Open jhjacobs81 opened 3 years ago
to prevent us from too many issues,
We're at issue #6 already!
idealy, the client would run a daemon on the OS that takes care of "the environment" like installing python for python based programs, Ruby for Ruby based programs, etc.
That could be done without a daemon. But one could be useful for automatic updates.
also, the programmers would follow some basic guidelines when it comes down to where the app gets installed (app bundles). preferably in /Applications and/or ~/Applications this makes it easy to backup your whole application stuff?
So long as they follow some standard expectations (in other words, write "clean" code) they'll be fine. It's when you hardcode paths that portability becomes an issue.
would be nice to have some visual guidelines as well for people who start programming. We could help them make apps look uniform and sexy?
This one is a little harder, because you want apps to look native. Qt does this well.
Privacys is a thing. everything we have should be encrypted and not be readable by human eyes (save for statistics) so we dont have to wory about data breaches etc. maybe work with certificates?
I make desktop apps, I have never dealt with this stuff before. Basically, all should be anonymous and, honestly, we shouldn't be collecting much data other than "Here's how many people have downloaded your app" and "Here's what version everybody uses".
it should be possible to export your shop config, for users without an acount. on a new computer they could simply import it, and the system takes care of restoring the apps. combine this with a simple backup of the app locations, and i think its pretty fool proof?
I was just thinking about a ~/Settings folder where you point XDG_CONFIG_HOME
to. It would make this easier.
Also, it should be possible to use an account. in the long run we would want to feature paid apps, and users should not pay more then once for each app. we would need nothing other then an email/password combination.
This is definitely way outside of what I thought I was doing when making an "App Shop". How about we walk one step at a time? I'm sure I'll get there, but I'm not mentally prepared for so big a project!
thats why this is the idea's thread ;-)
so, /Application for systemwide, ~/Application for personal apps (would also not require root rights, maybe even better) and ~/Settings for app settings. sounds good to me :)
The daemon indeed would be for updates etc. this would help people be notified of new app updates without having to manually check. People are dumb, lazy creatures by nature ;-) we invented computers for that :)
Like i said.. im a visionair.. Aim for the stars, reach the sky ;-)
The daemon indeed would be for updates etc. this would help people be notified of new app updates without having to manually check. People are dumb, lazy creatures by nature ;-) we invented computers for that :)
I know people who've used Windows for years and don't know what a file extension is.
I think an Automatic Update feature would need to be able to be turned off in settings somewhere. I think we'd need some degree of separation between app updates and system updates -- on many Linux distributions this line is blurred. macOS and Windows have proprietary update systems, FreeBSD is a mess, Linux varies by distro, I wonder if we even need system update integration...
System updates would not be my first choice no.. lets stick to app updates first ;-)
Sounds good.
its a bit silent? :)
Could use Appimage.github.io as a source for apps
As well.
Yeah, I started adding the ability to add your own repository to the app catalogue, like fLatpak can.
Oh cool, didn't know that. Will there be a default one?
Which languages are inuse btw?
QML mostly, it's based on JavaScript. There's the odd C++ wrapper, but I don't need to even touch those once I've made them. One to talk to libcurl and the other to load the QML.
Would you be open to me helping after I learn it?
Of course, I will probably need all the help I can get!
If you have a fast processor then maybe you can compile some stuff.
Okay, I'm putting something out this week that'll be of interest to you, a framework for making graphical apps in Python based on Qt.
And I will completely remake AppShelf with it, I might need some help ;~)
I'm putting something out this week
Check out https://github.com/arbyon-osloos/platform, I'm adding more to it all the time. It's stable now, you can make a multi-page app with text boxes, buttons, switches etc. and all in Python.
to prevent us from too many issues, lets throw up balls here!
idealy, the client would run a daemon on the OS that takes care of "the environment" like installing python for python based programs, Ruby for Ruby based programs, etc.
also, the programmers would follow some basic guidelines when it comes down to where the app gets installed (app bundles). preferably in /Applications and/or ~/Applications this makes it easy to backup your whole application stuff?
would be nice to have some visual guidelines as well for people who start programming. We could help them make apps look uniform and sexy?
Privacys is a thing. everything we have should be encrypted and not be readable by human eyes (save for statistics) so we dont have to wory about data breaches etc. maybe work with certificates?
it should be possible to export your shop config, for users without an acount. on a new computer they could simply import it, and the system takes care of restoring the apps. combine this with a simple backup of the app locations, and i think its pretty fool proof?
Also, it should be possible to use an account. in the long run we would want to feature paid apps, and users should not pay more then once for each app. we would need nothing other then an email/password combination.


• _Problem to solve_
Find the lines below holding the word "leader" and copy each of them.

• _Dataset records on visual material_
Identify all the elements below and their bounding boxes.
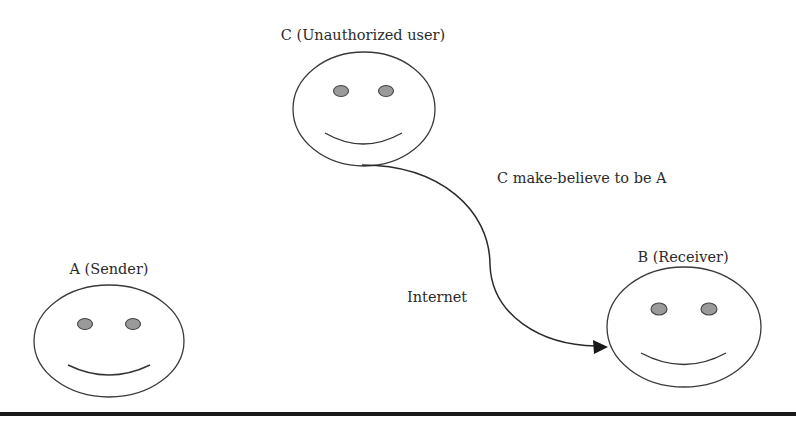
bottom-divider (0, 412, 796, 416)
right-eye (126, 319, 141, 330)
connection-c-to-b (362, 165, 608, 354)
right-eye (379, 86, 394, 97)
smiley-face-icon (607, 267, 761, 387)
arrowhead-icon (593, 340, 608, 354)
left-eye (78, 319, 93, 330)
right-eye (701, 303, 717, 315)
channel-label: Internet (407, 289, 467, 305)
face-outline (607, 267, 761, 387)
left-eye (651, 303, 667, 315)
face-outline (293, 52, 435, 166)
actor-a-label: A (Sender) (68, 261, 148, 277)
face-outline (34, 285, 184, 397)
smiley-face-icon (293, 52, 435, 166)
spoofing-diagram: C (Unauthorized user) A (Sender) B (Rece… (0, 0, 796, 424)
smiley-face-icon (34, 285, 184, 397)
actor-b-label: B (Receiver) (637, 249, 728, 265)
actor-a-sender: A (Sender) (34, 261, 184, 397)
actor-b-receiver: B (Receiver) (607, 249, 761, 387)
left-eye (334, 86, 349, 97)
curved-arrow-line (362, 165, 596, 346)
actor-c-label: C (Unauthorized user) (281, 27, 445, 43)
impersonation-annotation: C make-believe to be A (497, 170, 667, 186)
actor-c-unauthorized-user: C (Unauthorized user) (281, 27, 445, 166)
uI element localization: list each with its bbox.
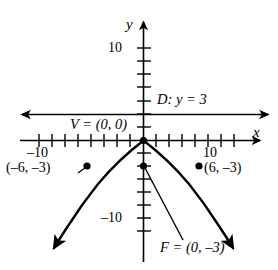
y-axis-label: y: [126, 17, 133, 32]
right-point-label: (6, –3): [204, 161, 241, 175]
figure-canvas: [0, 0, 278, 270]
focus-label: F = (0, –3): [160, 240, 225, 255]
x-axis-label: x: [253, 125, 260, 140]
y-tick-label-10: 10: [108, 41, 122, 55]
x-tick-label-neg10: –10: [27, 146, 48, 160]
focus-leader-line: [145, 168, 183, 240]
left-point-leader-line: [78, 168, 85, 173]
vertex-point-marker: [140, 137, 147, 144]
left-point-label: (–6, –3): [6, 161, 50, 175]
directrix-label: D: y = 3: [157, 92, 207, 107]
x-tick-label-10: 10: [203, 146, 217, 160]
vertex-label: V = (0, 0): [70, 117, 127, 132]
parabola-figure: y x 10 –10 –10 10 D: y = 3 V = (0, 0) F …: [0, 0, 278, 270]
right-point-marker: [195, 162, 202, 169]
y-tick-label-neg10: –10: [101, 211, 122, 225]
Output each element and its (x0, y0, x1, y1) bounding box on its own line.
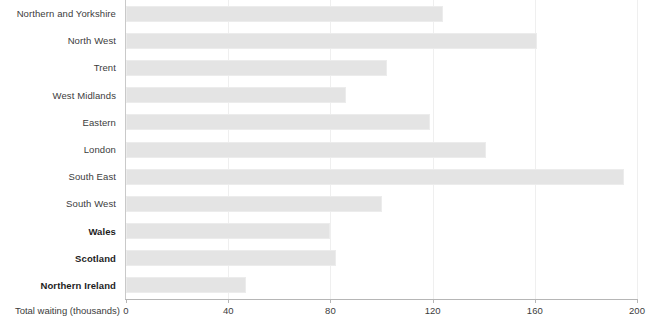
x-axis-title: Total waiting (thousands) (0, 305, 120, 316)
plot-area: 04080120160200 (126, 0, 637, 299)
x-tick-label: 120 (425, 305, 441, 316)
bar (126, 277, 246, 293)
category-label: Trent (0, 62, 116, 73)
x-tick-mark (126, 299, 127, 303)
x-tick-label: 200 (629, 305, 645, 316)
x-tick-mark (637, 299, 638, 303)
bar-chart: Northern and YorkshireNorth WestTrentWes… (0, 0, 649, 327)
bar (126, 223, 330, 239)
bar (126, 196, 382, 212)
x-tick-label: 160 (527, 305, 543, 316)
category-label: London (0, 144, 116, 155)
category-label: Northern Ireland (0, 280, 116, 291)
x-tick-label: 40 (223, 305, 234, 316)
x-tick-mark (535, 299, 536, 303)
category-label: Wales (0, 226, 116, 237)
category-label: South West (0, 198, 116, 209)
category-axis-labels: Northern and YorkshireNorth WestTrentWes… (0, 0, 122, 299)
bar (126, 250, 336, 266)
x-tick-mark (330, 299, 331, 303)
category-label: South East (0, 171, 116, 182)
category-label: Eastern (0, 117, 116, 128)
bar (126, 6, 443, 22)
x-tick-label: 80 (325, 305, 336, 316)
x-axis-line (125, 299, 638, 300)
category-label: Scotland (0, 253, 116, 264)
bar (126, 33, 537, 49)
bar (126, 114, 430, 130)
bar (126, 87, 346, 103)
x-gridline (637, 0, 638, 299)
bar (126, 169, 624, 185)
x-tick-label: 0 (123, 305, 128, 316)
category-label: West Midlands (0, 90, 116, 101)
x-tick-mark (228, 299, 229, 303)
category-label: Northern and Yorkshire (0, 8, 116, 19)
bar (126, 142, 486, 158)
bar (126, 60, 387, 76)
category-label: North West (0, 35, 116, 46)
x-tick-mark (433, 299, 434, 303)
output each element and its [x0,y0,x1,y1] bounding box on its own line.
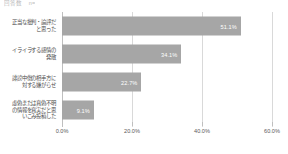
bar-chart: 回答数 n= 正当な批判・論評だと思った51.1%イライラする感情の発散34.1… [0,0,288,154]
tick-mark [202,122,203,126]
bar-value-label: 34.1% [161,51,177,57]
bar: 34.1% [62,45,181,64]
bar: 51.1% [62,17,241,36]
bar: 9.1% [62,101,94,120]
tick-mark [272,122,273,126]
x-tick-label: 40.0% [194,128,210,134]
x-tick-label: 0.0% [56,128,69,134]
plot-area: 正当な批判・論評だと思った51.1%イライラする感情の発散34.1%誹謗中傷の相… [0,12,288,134]
bar-row: 正当な批判・論評だと思った51.1% [0,12,288,40]
bar-row: 誹謗中傷の相手方に対する嫌がらせ22.7% [0,68,288,96]
category-label: 誹謗中傷の相手方に対する嫌がらせ [0,75,56,88]
bar-row: イライラする感情の発散34.1% [0,40,288,68]
x-tick-label: 60.0% [264,128,280,134]
category-label: イライラする感情の発散 [0,47,56,60]
bar-value-label: 22.7% [121,79,137,85]
response-count-note: 回答数 n= [4,0,35,7]
tick-mark [62,122,63,126]
x-axis: 0.0%20.0%40.0%60.0% [0,127,288,139]
category-label: 虚偽または真偽不明の情報を真実だと思いこみ投稿した [0,100,56,120]
bar-value-label: 51.1% [220,23,236,29]
x-tick-label: 20.0% [124,128,140,134]
tick-mark [132,122,133,126]
bar-value-label: 9.1% [77,107,90,113]
bar: 22.7% [62,73,141,92]
category-label: 正当な批判・論評だと思った [0,19,56,32]
bar-row: 虚偽または真偽不明の情報を真実だと思いこみ投稿した9.1% [0,96,288,124]
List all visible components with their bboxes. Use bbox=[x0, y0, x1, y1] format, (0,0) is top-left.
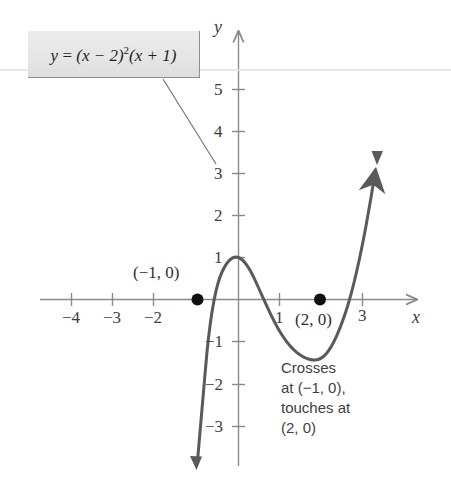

• _Response for this exercise_
focus-leader-line: [145, 168, 183, 240]
left-point-leader-line: [78, 168, 85, 173]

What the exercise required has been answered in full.